The public Signal Score is a three-run moving average. AI models update their training and inference behavior often, so any single run can swing 5 to 10 points. Averaging three runs damps that jitter without hiding real trends. Claimed suppliers see the raw single-run score on their Compass dashboard alongside the smoothed public score, so they can debug short-term changes.

Refresh cadence

Tier 1 premium suppliers refresh monthly. Tier 2 standard suppliers refresh quarterly. Claimed Tier 2 suppliers refresh monthly. Tier 3 stubs refresh only when triggered by traffic or a visitor request. Anyone can request an ad-hoc refresh via the audit page; an email gate prevents abuse and lets us send the result.

Score bands

  • 80 to 100, Strong Signal: consistently recognized by AI procurement agents.
  • 60 to 79, Moderate Signal: known but with visible gaps.
  • 40 to 59, Weak Signal: partially recognized, inconsistent data.
  • 0 to 39, Dark Signal: largely invisible to AI agents.

Data provenance

The supplier metadata that anchors every audit comes from Reevol Atlas. When a supplier claims their Signal page, the claimed data flows back to Atlas with provenance set to supplier-claimed, and downstream Reevol products (Source, Compass) pick up the verified version within minutes. AI responses are point-in-time observations: we record the LLM, the date, and the exact prompt for every response, and we link each citation back to its source URL where the LLM provides one.

Dispute process

If a Signal Score reflects clearly incorrect AI behavior (the wrong company, a hallucinated product, an outdated negative reference), claimed suppliers can flag the specific LLM response from their Compass dashboard. Flagged responses are re-audited; if the issue reproduces, we record a negative-signal exception and adjust the score band. Unclaimed suppliers can dispute by claiming the page first.

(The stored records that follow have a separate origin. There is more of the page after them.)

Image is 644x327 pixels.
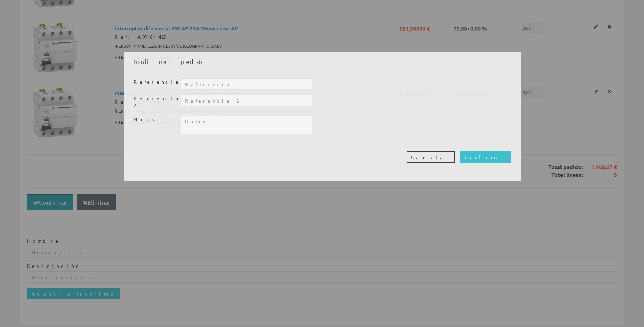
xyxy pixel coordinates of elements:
label: Referencia [129,79,176,85]
input: Confirmar [460,151,511,163]
input: Referencia [181,78,312,90]
label: Notas [129,116,176,122]
h4: Confirmar pedido [134,57,511,66]
input: Referencia 2 [181,95,312,106]
button: Cancelar [407,151,455,163]
label: Referencia 2 [129,95,176,109]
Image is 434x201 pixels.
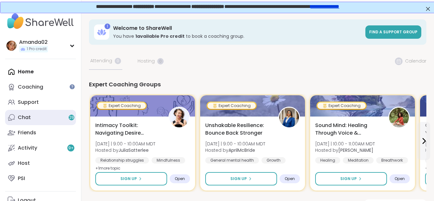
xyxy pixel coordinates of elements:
[95,122,162,137] span: Intimacy Toolkit: Navigating Desire Dynamics
[205,141,266,147] span: [DATE] | 9:00 - 10:00AM MDT
[135,33,185,39] b: 1 available Pro credit
[395,176,405,182] span: Open
[95,141,155,147] span: [DATE] | 9:00 - 10:00AM MDT
[68,146,74,151] span: 9 +
[95,157,149,164] div: Relationship struggles
[18,84,43,91] div: Coaching
[5,110,76,125] a: Chat29
[376,157,408,164] div: Breathwork
[341,176,357,182] span: Sign Up
[70,84,75,89] iframe: Spotlight
[205,172,277,186] button: Sign Up
[18,160,30,167] div: Host
[315,122,382,137] span: Sound Mind: Healing Through Voice & Vibration
[95,172,167,186] button: Sign Up
[121,176,137,182] span: Sign Up
[5,10,76,32] img: ShareWell Nav Logo
[5,125,76,141] a: Friends
[208,103,256,109] div: Expert Coaching
[390,108,409,128] img: Joana_Ayala
[152,157,185,164] div: Mindfulness
[6,41,17,51] img: Amanda02
[5,79,76,95] a: Coaching
[205,122,272,137] span: Unshakable Resilience: Bounce Back Stronger
[98,103,146,109] div: Expert Coaching
[285,176,295,182] span: Open
[169,108,189,128] img: JuliaSatterlee
[113,33,362,39] h3: You have to book a coaching group.
[175,176,185,182] span: Open
[18,129,36,136] div: Friends
[5,156,76,171] a: Host
[113,25,362,32] h3: Welcome to ShareWell
[339,147,374,154] b: [PERSON_NAME]
[343,157,374,164] div: Meditation
[5,141,76,156] a: Activity9+
[69,115,74,121] span: 29
[205,157,259,164] div: General mental health
[18,114,31,121] div: Chat
[18,175,25,182] div: PSI
[95,147,155,154] span: Hosted by
[5,95,76,110] a: Support
[18,145,37,152] div: Activity
[262,157,286,164] div: Growth
[315,157,341,164] div: Healing
[369,29,418,35] span: Find a support group
[27,46,47,52] span: 1 Pro credit
[89,80,427,89] div: Expert Coaching Groups
[318,103,366,109] div: Expert Coaching
[231,176,247,182] span: Sign Up
[205,147,266,154] span: Hosted by
[18,99,39,106] div: Support
[279,108,299,128] img: AprilMcBride
[105,24,110,29] div: 1
[5,171,76,186] a: PSI
[19,39,48,46] div: Amanda02
[366,25,422,39] a: Find a support group
[315,172,387,186] button: Sign Up
[315,141,375,147] span: [DATE] | 10:00 - 11:00AM MDT
[229,147,255,154] b: AprilMcBride
[315,147,375,154] span: Hosted by
[119,147,149,154] b: JuliaSatterlee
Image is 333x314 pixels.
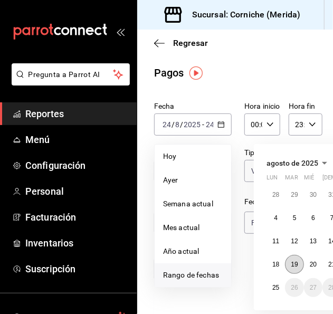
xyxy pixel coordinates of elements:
button: Regresar [154,38,208,48]
span: agosto de 2025 [266,159,318,167]
abbr: 6 de agosto de 2025 [311,214,315,221]
span: Año actual [163,246,222,257]
input: ---- [183,120,201,129]
span: Ayer [163,174,222,186]
span: Configuración [25,158,128,172]
button: Pregunta a Parrot AI [12,63,130,85]
label: Hora fin [288,103,322,110]
span: Regresar [173,38,208,48]
span: Semana actual [163,198,222,209]
abbr: 12 de agosto de 2025 [290,237,297,245]
abbr: 18 de agosto de 2025 [272,260,279,268]
abbr: 19 de agosto de 2025 [290,260,297,268]
abbr: 30 de julio de 2025 [309,191,316,198]
span: Facturación [25,210,128,224]
button: 11 de agosto de 2025 [266,231,285,250]
button: 6 de agosto de 2025 [304,208,322,227]
input: -- [205,120,215,129]
span: Inventarios [25,236,128,250]
abbr: 4 de agosto de 2025 [274,214,277,221]
abbr: 11 de agosto de 2025 [272,237,279,245]
span: - [202,120,204,129]
button: 20 de agosto de 2025 [304,255,322,274]
abbr: 28 de julio de 2025 [272,191,279,198]
abbr: 27 de agosto de 2025 [309,284,316,291]
span: Personal [25,184,128,198]
span: Suscripción [25,261,128,276]
button: 19 de agosto de 2025 [285,255,303,274]
span: Rango de fechas [163,269,222,280]
button: 13 de agosto de 2025 [304,231,322,250]
abbr: 20 de agosto de 2025 [309,260,316,268]
span: Reportes [25,106,128,121]
a: Pregunta a Parrot AI [7,76,130,87]
button: 26 de agosto de 2025 [285,278,303,297]
input: -- [174,120,180,129]
abbr: lunes [266,174,277,185]
button: 29 de julio de 2025 [285,185,303,204]
button: 5 de agosto de 2025 [285,208,303,227]
span: Hoy [163,151,222,162]
div: Fecha de creación [244,196,304,207]
button: 30 de julio de 2025 [304,185,322,204]
abbr: 13 de agosto de 2025 [309,237,316,245]
span: / [171,120,174,129]
button: agosto de 2025 [266,157,330,169]
button: 4 de agosto de 2025 [266,208,285,227]
abbr: miércoles [304,174,314,185]
button: 18 de agosto de 2025 [266,255,285,274]
span: / [180,120,183,129]
div: Pagos [154,65,184,81]
label: Tipo de pago [244,149,321,157]
abbr: martes [285,174,297,185]
button: open_drawer_menu [116,27,124,36]
span: Menú [25,132,128,147]
span: Mes actual [163,222,222,233]
abbr: 29 de julio de 2025 [290,191,297,198]
abbr: 25 de agosto de 2025 [272,284,279,291]
span: Pregunta a Parrot AI [28,69,113,80]
input: -- [162,120,171,129]
span: Fecha de creación de orden [251,217,302,228]
button: 28 de julio de 2025 [266,185,285,204]
label: Fecha [154,103,231,110]
label: Hora inicio [244,103,279,110]
abbr: 5 de agosto de 2025 [293,214,296,221]
abbr: 26 de agosto de 2025 [290,284,297,291]
img: Tooltip marker [189,66,202,80]
button: 12 de agosto de 2025 [285,231,303,250]
span: Ver todos [251,165,283,176]
button: 27 de agosto de 2025 [304,278,322,297]
button: 25 de agosto de 2025 [266,278,285,297]
h3: Sucursal: Corniche (Merida) [183,8,300,21]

What this score does NOT measure

Reevol Signal measures AI perception. It is not a credit check, not a financial assessment, not a fraud screen, and not a procurement substitute. A high Signal Score means AI agents can describe and recommend the supplier; it does not certify quality or solvency. Buyers should use Signal as one input in due diligence, not the only input.

Limitations

LLM training data has a cutoff. A supplier whose website is brand new will show a Dark Signal until AI engines pick up the public references; this is a real signal, not a flaw. A supplier the LLM has never heard of will return "not found" responses across all five engines; this is also a real signal. We do not synthesize a higher score from Atlas data when AI returns nothing. Doing so would defeat the purpose of the measurement.